Monday will make 18 years since my dad passed away. I won’t even begin to pretend that we had a magical relationship, or even that my day-to-day life has been hugely impacted by the loss, which I’m aware sounds horrible, but I will admit that it changed the trajectory of my existence in profound ways.
My parents split up when I was 11. I came home from summer camp and he was gone. I hadn’t even noticed which can probably tip you off to how close we were. My grandma asked how I felt with him gone and rather than admit that I hadn’t noticed, I lied and said “it’s change.” We had routine contact, I suppose, of very short phone calls and limited visits. He moved out of state when I was 14 and the contact was even less. When I was 16 I got a wild hair to go stay with him for a summer and while my golf game improved, I still came home without knowing any more about him than I went with.

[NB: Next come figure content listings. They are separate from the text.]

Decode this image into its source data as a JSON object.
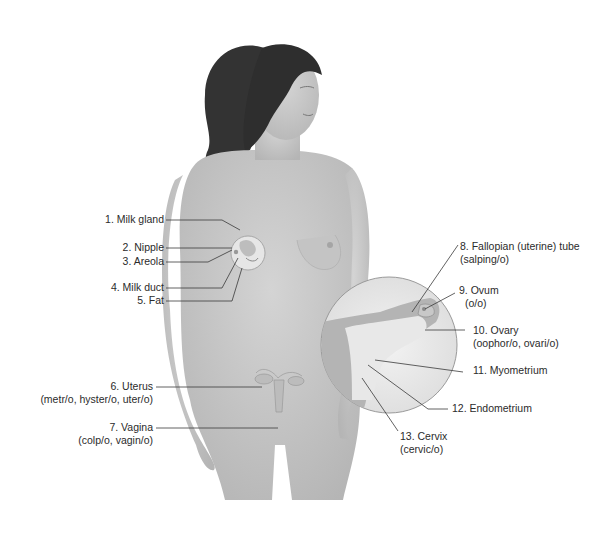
{
  "figure": {
    "colors": {
      "background": "#ffffff",
      "skin": "#c9c9c9",
      "skin_shadow": "#a9a9a9",
      "hair": "#2e2e2e",
      "leader_line": "#3a3a3a",
      "text": "#2b2b2b",
      "inset_circle": "#9a9a9a"
    }
  },
  "labels": [
    {
      "id": 1,
      "title": "1. Milk gland",
      "combining": ""
    },
    {
      "id": 2,
      "title": "2. Nipple",
      "combining": ""
    },
    {
      "id": 3,
      "title": "3. Areola",
      "combining": ""
    },
    {
      "id": 4,
      "title": "4. Milk duct",
      "combining": ""
    },
    {
      "id": 5,
      "title": "5. Fat",
      "combining": ""
    },
    {
      "id": 6,
      "title": "6. Uterus",
      "combining": "(metr/o, hyster/o, uter/o)"
    },
    {
      "id": 7,
      "title": "7. Vagina",
      "combining": "(colp/o, vagin/o)"
    },
    {
      "id": 8,
      "title": "8. Fallopian (uterine) tube",
      "combining": "(salping/o)"
    },
    {
      "id": 9,
      "title": "9. Ovum",
      "combining": "(o/o)"
    },
    {
      "id": 10,
      "title": "10. Ovary",
      "combining": "(oophor/o, ovari/o)"
    },
    {
      "id": 11,
      "title": "11. Myometrium",
      "combining": ""
    },
    {
      "id": 12,
      "title": "12. Endometrium",
      "combining": ""
    },
    {
      "id": 13,
      "title": "13. Cervix",
      "combining": "(cervic/o)"
    }
  ]
}
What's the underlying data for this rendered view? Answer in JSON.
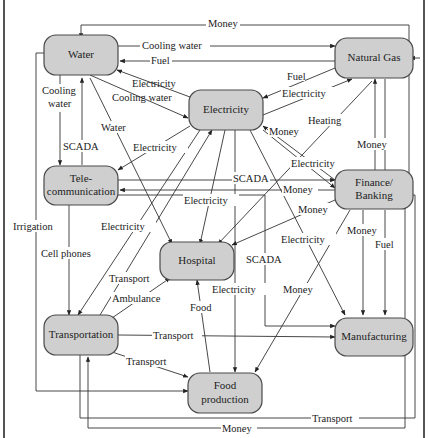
{
  "diagram": {
    "nodes": {
      "water": "Water",
      "natural_gas": "Natural Gas",
      "electricity": "Electricity",
      "telecom_1": "Tele-",
      "telecom_2": "communication",
      "finance_1": "Finance/",
      "finance_2": "Banking",
      "hospital": "Hospital",
      "transportation": "Transportation",
      "manufacturing": "Manufacturing",
      "food_1": "Food",
      "food_2": "production"
    },
    "edge_labels": {
      "money_top": "Money",
      "cooling_water_top": "Cooling water",
      "fuel_top": "Fuel",
      "elec_to_water": "Electricity",
      "cooling_water_elec": "Cooling water",
      "fuel_gas_elec": "Fuel",
      "elec_to_gas": "Electricity",
      "cooling_water_telecom_1": "Cooling",
      "cooling_water_telecom_2": "water",
      "water_hospital": "Water",
      "heating": "Heating",
      "money_fin_elec": "Money",
      "scada_telecom_water": "SCADA",
      "elec_to_telecom": "Electricity",
      "elec_to_fin": "Electricity",
      "scada_mid": "SCADA",
      "money_telecom_fin": "Money",
      "money_gas_fin": "Money",
      "irrigation": "Irrigation",
      "elec_to_transport": "Electricity",
      "elec_to_hospital": "Electricity",
      "money_fin_hospital": "Money",
      "elec_to_mfg": "Electricity",
      "cell_phones": "Cell phones",
      "scada_mfg": "SCADA",
      "money_fin_mfg": "Money",
      "fuel_fin": "Fuel",
      "transport_hospital": "Transport",
      "ambulance": "Ambulance",
      "elec_to_food": "Electricity",
      "food": "Food",
      "money_food": "Money",
      "transport_mfg": "Transport",
      "transport_food": "Transport",
      "transport_bottom": "Transport",
      "money_bottom": "Money"
    }
  }
}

If you were to ask my older brother, I was the jerk in the relationship with my dad. My brother was taken to the golf course, told the stories and the jokes, had my dad at his baseball games, and even lived with him for a time. He saw a side of my dad I was never privy to, and assumed our experiences were the same because he saw the love for me that my dad never extended far enough for my reach. But conveniently for him, my brother has blocked from his memory how after I was born our dad worked away from home during the week so I only saw him on weekends if he wasn’t golfing (so basically never). Or how he only made it to one of my softball games and spent the whole game yelling at me. That it was my mom who taught me how to throw a ball, ride a bike, how to love others, and be a good friend. Maybe my brother didn’t know that I would ask my dad questions trying to get to know him and he would tell me it wasn’t appropriate for me because I was a girl, so the only thing we could talk about was sports. Or that I only have a handful of pictures of him and I together, and in most of them I’m crying because I’m with someone I didn’t know. It wasn’t until I was 18 that he finally started to communicate and share himself with me. We started to become friends just in time for a cancer diagnosis. 8 months later, he died. I learned more about my dad at his funeral than in the 20 years prior put together. And yet…I miss him. Or rather, I miss what we should have been.
I’ll never be, nor will I ever have been “daddy’s little girl.” He won’t be there to walk me down the aisle when I get married. We will never have the chance to sit down and catch up over coffee or a meal. There will never be a father/daughter dance. There are milestones in a woman’s life that seem to always involve a father, but what about those of us who don’t have one? I wanted to know him, wanted to learn about him, but he kept me at a distance and we didn’t have enough time to bridge the gap.
What his passing did for me, though, was re-prioritize my life. He passed away at 49, showing me how short life truly can be so when opportunity knocks you answer. Because of him I’ve lived all over the country, taken risks, and lived a very full life. It made me focus my spending on experiences instead of things- knowing that memories made would always be more valuable. I’ve learned that relationships made are gold in this world and to take care of them. And most of all- he taught me a lot about myself. It took me so long to see just how like him I was and that I’ve spent most of my life in relationships like ours- choosing men I knew it wouldn’t work out with, and always having one foot out the door in preparation for their departure; keeping people at a distance, never getting too attached, and never letting them in far enough to really know me. It’s been a rocky road trying to change the patterns and habits that I now know were born to me. I’ve spent years repairing us in my heart and mind.
I recognize that I’m better for it all, the life and the loss. I missed out on so much with him, but in return gained an entire lifetime of experiences. I know my dad wasn’t a bad man, he just came from a very different time and place than what I would ever know. Coming from a place of understanding in my interactions with others is just one more lesson I’ve learned in this. I’m a better person because of him and all the lessons he didn’t mean to teach me, and for the man he was. I often wonder if he would be proud of me, or tell me that I’ve done it all wrong. Who knows? I know I’m proud of who I am and the dad I did know- a poet and a writer, a southern military man, a golf pro, a friend to so many, and a million other great things that I may never know about. And maybe it’s yet another blessing that I can see that he was also human- that he made mistakes, had regrets, was stubborn, and didn’t always do the right thing. His imperfections, just like my own, have been some of my best teachers. Turns out I’m my father’s daughter after all.